Crime Parodies Steal the Show for Netflix, While Shondaland Suffers

Inventing Anna is the first new series out of Shondaland since 2020, and while it’s still too early to say for sure, its first month in the Streaming Wars would indicate that it’s no Bridgerton. The ripped-from-the-headlines docudrama premiered to mixed reviews and a #31 spot on the Watchworthy leaderboards. Meanwhile, two less-hyped February premieres, Murderville and The Woman in the House Across the Street From the Girl in the Window, performed well, with the latter series debuting at #3. One is a partly scripted, partly improvised satire of police procedurals, while the other is a dry parody of crime thrillers, but the fact that they’re both making light of our obsession with TV about criminals may say something about current trends in streaming television.

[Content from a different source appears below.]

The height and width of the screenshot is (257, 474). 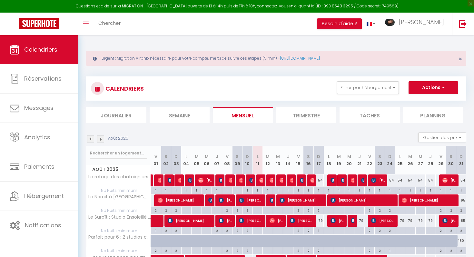 I want to click on th: 10, so click(x=248, y=160).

And this doesn’t just apply to Netflix. Hulu’s new docudrama Pam & Tommy mixes comedy, crime, and pop culture history in a way that jibes with viewers, while Apple TV'+’s The Afterparty puts a comedic spin on the whodunit mystery. Both shows earned spots in the Top 20 in February after premiering in late January or early February.

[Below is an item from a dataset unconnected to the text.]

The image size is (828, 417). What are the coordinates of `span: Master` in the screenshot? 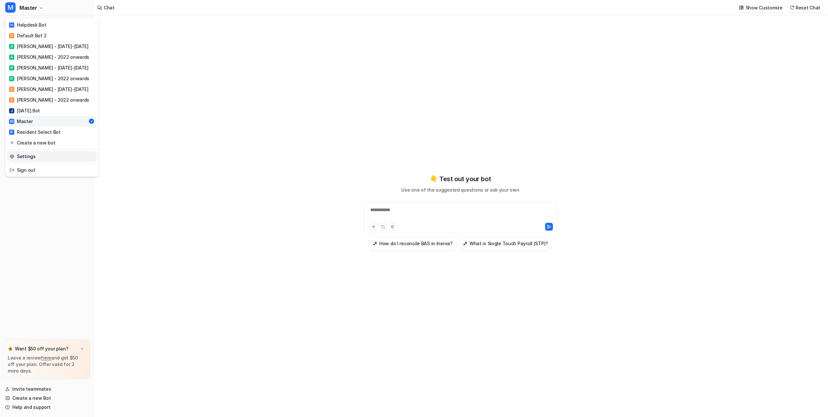 It's located at (28, 8).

Photo: WandaVision, Disney+

WandaVision Disappears, Sapping Marvel’s Strength

Having premiered in January 2021, WandaVision stopped qualifying as a new show in February and disappeared from the Top 20. Loki, Hawkeye, and Winter Soldier remain strong, but with Book of Boba Fett falling 33 spots, there’s plenty of reason to doubt that Disney+’s grip on trending new TV will last forever. That said, with Moon Knight dropping at the end of March (the series is already ranked #25 a month before its premiere), competitors may not get the chance to take advantage of WandaVision’s loss.


Our Methodology

In 30 seconds, our Watchworthy recommendation app learns your taste in TV and gives every show a “Worthy Score” specifically for you: the higher a given show’s Worthy Score, the more likely it is you will enjoy that show. Each month we track user engagement across thousands of series for every major streaming service. All of these signals are combined into a single metric called Watchworthy Engagement. This enables Ranker to determine which service’s content has the highest engagement — in other words, the streaming platforms who are winning the Streaming Wars.

The Top 20 shows measures which new series (premiered two years ago or later) are garnering the most Engagement from our users month to month. The most Watchworthy platform measures Engagement across all TV shows, new and old, and aggregates them according to the platform they stream on.